Experimental results from ATHENA, confirmed by independent measurements performed with the ATRAP experiment, have shown that the produced antihydrogen is several orders of magnitude hotter than expected, presumably because recombination sets in before the antiprotons have thermalized with the positrons. An alternative production technique demonstrated by ATRAP, which uses resonant Rydberg charge exchange, shows promise in this regard, but can at best reach the temperature of the surrounding trap. Since the trapping of antihydrogen for precision tests of matter-antimatter symmetry critically depends on the antihydrogen temperature, novel approaches for the production of ultra-cold antihydrogen are required.
For this purpose, we have proposed a technique based on the pre-cooling of
antiprotons by indirect laser cooling, which should ultimately allow the
production of antihydrogen at temperatures well below 1 mK, and thus even below
the Doppler cooling limit of direct laser cooling with Lyman-alpha radiation.

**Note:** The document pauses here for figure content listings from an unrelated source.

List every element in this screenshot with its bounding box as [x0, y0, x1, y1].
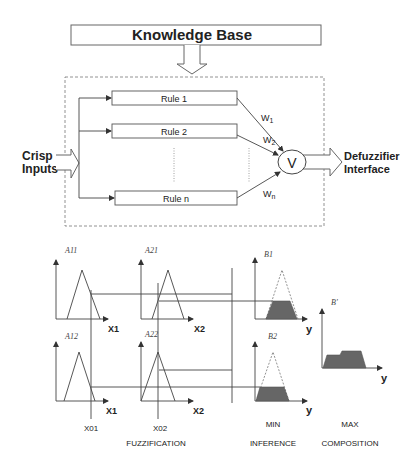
min-label: MIN — [266, 420, 281, 429]
knowledge-base-arrow — [177, 45, 207, 74]
y-axis-label-b2: y — [306, 404, 313, 416]
crisp-inputs-label-1: Crisp — [22, 149, 53, 163]
b1-label: B1 — [264, 250, 273, 259]
rule-1-label: Rule 1 — [161, 94, 187, 104]
defuzzifier-label-2: Interface — [344, 163, 390, 175]
fuzzy-inference-diagram: Knowledge Base Crisp Inputs Rule 1 Rule … — [0, 0, 416, 461]
rule-2: Rule 2 — [112, 124, 237, 138]
crisp-inputs-arrow — [56, 149, 79, 178]
x1-axis-label-bottom: X1 — [106, 406, 117, 416]
a22-label: A22 — [144, 330, 158, 339]
defuzzifier-label-1: Defuzzifier — [344, 150, 400, 162]
rule-n-label: Rule n — [163, 194, 189, 204]
weight-2-label: W2 — [263, 135, 276, 146]
a22-plot — [141, 342, 193, 401]
x1-axis-label-top: X1 — [108, 324, 119, 334]
x01-label: X01 — [84, 424, 99, 433]
weight-n-label: Wn — [263, 189, 276, 200]
x2-axis-label-bottom: X2 — [193, 406, 204, 416]
a12-plot — [56, 342, 108, 401]
max-label: MAX — [341, 420, 359, 429]
knowledge-base-box: Knowledge Base — [71, 25, 321, 45]
b2-label: B2 — [268, 332, 277, 341]
aggregator-symbol: V — [287, 155, 297, 171]
crisp-inputs-label-2: Inputs — [22, 162, 58, 176]
a12-label: A12 — [64, 332, 78, 341]
a21-label: A21 — [144, 246, 158, 255]
a21-plot — [141, 260, 193, 319]
b2-clipped-area — [256, 387, 289, 401]
rule-2-label: Rule 2 — [161, 127, 187, 137]
x2-axis-label-top: X2 — [194, 324, 205, 334]
weight-lines — [237, 98, 283, 198]
knowledge-base-label: Knowledge Base — [132, 26, 252, 43]
y-axis-label-b-prime: y — [381, 372, 388, 384]
a11-plot — [56, 260, 108, 319]
rule-n: Rule n — [115, 191, 237, 205]
y-axis-label-b1: y — [306, 323, 313, 335]
b-prime-label: B' — [331, 298, 338, 307]
inference-label: INFERENCE — [250, 439, 296, 448]
weight-1-label: W1 — [261, 113, 274, 124]
fuzzification-label: FUZZIFICATION — [126, 439, 186, 448]
b-prime-composed-area — [323, 351, 366, 368]
composition-label: COMPOSITION — [322, 439, 379, 448]
input-branches — [79, 98, 114, 198]
a11-label: A11 — [64, 246, 77, 255]
x02-label: X02 — [153, 424, 168, 433]
rule-1: Rule 1 — [112, 91, 237, 105]
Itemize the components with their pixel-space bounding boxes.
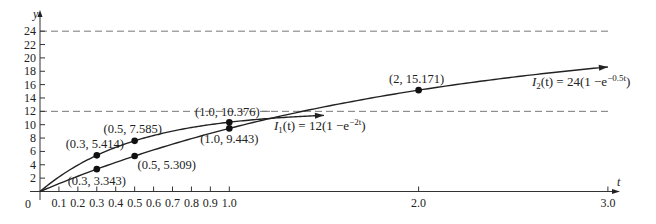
x-tick-label: 1.0 [222, 196, 237, 210]
function-labels: I1(t) = 12(1 −e−2t)I2(t) = 24(1 −e−0.5t) [273, 73, 630, 135]
curve-arrow-icon [599, 65, 608, 71]
data-point [131, 138, 138, 145]
x-tick-label: 0.7 [165, 196, 180, 210]
point-label: (0.5, 7.585) [103, 122, 161, 136]
x-tick-label: 0.5 [127, 196, 142, 210]
x-tick-label: 0.1 [51, 196, 66, 210]
y-tick-label: 6 [30, 144, 36, 158]
x-axis-title: t [617, 175, 621, 189]
y-axis-title: y [32, 7, 39, 21]
current-curves-chart: yt0 246810121416182022240.10.20.30.40.50… [0, 0, 656, 224]
i2-function-label: I2(t) = 24(1 −e−0.5t) [531, 73, 630, 91]
x-tick-label: 0.6 [146, 196, 161, 210]
y-tick-label: 12 [24, 104, 36, 118]
origin-label: 0 [25, 197, 31, 211]
point-label: (2, 15.171) [389, 72, 444, 86]
data-point [226, 119, 233, 126]
x-tick-label: 3.0 [600, 196, 615, 210]
point-label: (0.3, 3.343) [68, 174, 126, 188]
data-point [226, 125, 233, 132]
asymptote-lines [40, 31, 608, 111]
x-axis-arrow-icon [612, 189, 620, 194]
data-point [93, 152, 100, 159]
y-tick-label: 14 [24, 91, 36, 105]
data-point [415, 87, 422, 94]
point-label: (0.3, 5.414) [66, 137, 124, 151]
x-tick-label: 2.0 [411, 196, 426, 210]
point-labels: (0.3, 5.414)(0.5, 7.585)(1.0, 10.376)(0.… [66, 72, 445, 188]
x-tick-label: 0.4 [108, 196, 123, 210]
y-tick-label: 2 [30, 171, 36, 185]
i1-function-label: I1(t) = 12(1 −e−2t) [273, 117, 366, 135]
y-tick-label: 16 [24, 78, 36, 92]
y-tick-label: 20 [24, 51, 36, 65]
point-label: (1.0, 10.376) [195, 105, 260, 119]
y-tick-label: 24 [24, 24, 36, 38]
data-point [93, 166, 100, 173]
point-label: (1.0, 9.443) [200, 132, 258, 146]
x-tick-label: 0.3 [89, 196, 104, 210]
x-tick-label: 0.9 [203, 196, 218, 210]
x-tick-label: 0.8 [184, 196, 199, 210]
y-tick-label: 18 [24, 64, 36, 78]
x-tick-label: 0.2 [70, 196, 85, 210]
y-tick-label: 22 [24, 38, 36, 52]
y-tick-label: 4 [30, 158, 36, 172]
y-tick-label: 8 [30, 131, 36, 145]
point-label: (0.5, 5.309) [137, 158, 195, 172]
y-tick-label: 10 [24, 118, 36, 132]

The scheme is based on the laser cooling of a cloud of negative ions,
which in turn sympathetically cool a smaller number of antiprotons. Due to the
large ratio of the masses of the antiproton and the electron, antihydrogen will
then be formed essentially at the antiprotons' temperature.

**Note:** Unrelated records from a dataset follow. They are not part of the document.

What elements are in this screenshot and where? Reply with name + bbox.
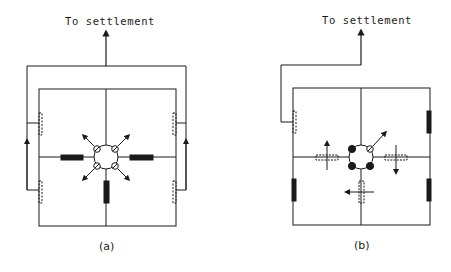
closed-valve (348, 145, 355, 152)
outlet-label-a: To settlement (65, 15, 155, 27)
diagram-b (281, 32, 431, 225)
solid-inlet (427, 179, 431, 201)
open-valve (94, 163, 101, 170)
open-pipe (130, 155, 153, 160)
open-valve (112, 163, 119, 170)
closed-valve (366, 162, 373, 169)
diagram-a (27, 33, 186, 226)
closed-valve (348, 162, 355, 169)
open-valve (367, 146, 374, 153)
caption-b: (b) (354, 239, 370, 252)
solid-inlet (427, 111, 431, 133)
solid-inlet (292, 179, 296, 201)
open-pipe (104, 181, 109, 203)
outlet-label-b: To settlement (322, 14, 412, 26)
open-valve (112, 146, 119, 153)
open-valve (94, 146, 101, 153)
diagram-canvas (0, 0, 451, 272)
caption-a: (a) (99, 240, 114, 253)
open-pipe (61, 155, 83, 160)
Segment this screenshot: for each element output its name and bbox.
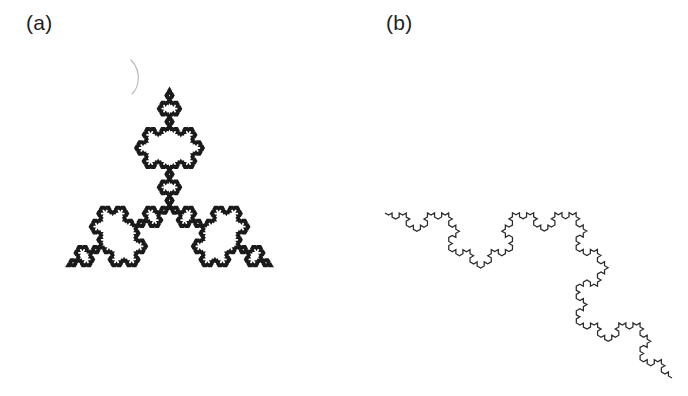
figure-root: (a) (b) xyxy=(0,0,688,396)
koch-snowflake-path xyxy=(67,89,271,266)
pencil-arc-smudge-icon xyxy=(131,60,138,94)
fractal-canvas xyxy=(0,0,688,396)
koch-curve-path xyxy=(385,213,672,378)
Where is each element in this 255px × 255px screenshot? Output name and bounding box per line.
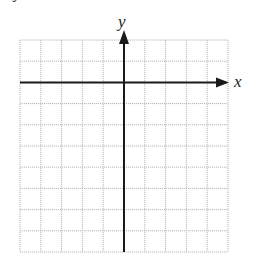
corner-label-fragment: y (12, 0, 22, 2)
coordinate-grid-diagram: y x y (0, 0, 255, 255)
x-axis-arrowhead-icon (216, 77, 229, 87)
axes (20, 30, 229, 252)
x-axis-label: x (233, 72, 242, 91)
y-axis-label: y (116, 12, 126, 31)
y-axis-arrowhead-icon (119, 30, 129, 44)
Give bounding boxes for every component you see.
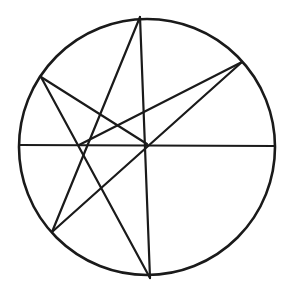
chord-UL-B [41, 77, 150, 278]
segment-UL-C [41, 77, 147, 144]
circle-star-diagram [0, 0, 291, 295]
geometry-figure [0, 0, 291, 295]
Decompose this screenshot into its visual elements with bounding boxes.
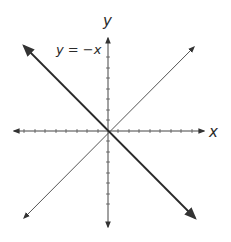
line-label: y = −x [55, 42, 102, 57]
x-axis-label: x [208, 123, 218, 141]
coordinate-diagram: y x y = −x [0, 0, 231, 242]
y-axis-label: y [102, 12, 113, 30]
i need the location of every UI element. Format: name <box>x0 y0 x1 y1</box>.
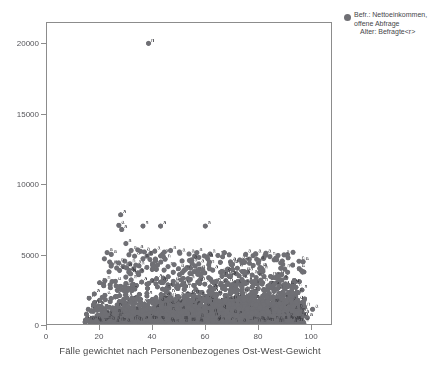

Up until a few years ago, there were no known negative ions that had bound
excited states with opposite parity from the ground state (required for a strong
electric-dipole transition), but such a configuration has recently been
discovered in the negative osmium ion, thus making the proposed technique
feasible.
Since July 2006, preparatory investigations on the negative osmium ion have been funded by an Emmy Noether Grant of the German DFG funding agency. Recently, the first milestone of the project was achieved when we studied the bound–bound transition in 192Os− by high-resolution collinear spectroscopy. In addition to the transition frequency, the cross-section was also measured to high precision. These results pave the way for the next goals of the experiment: Spectroscopy in an external magnetic field, and actual laser cooling of Os−.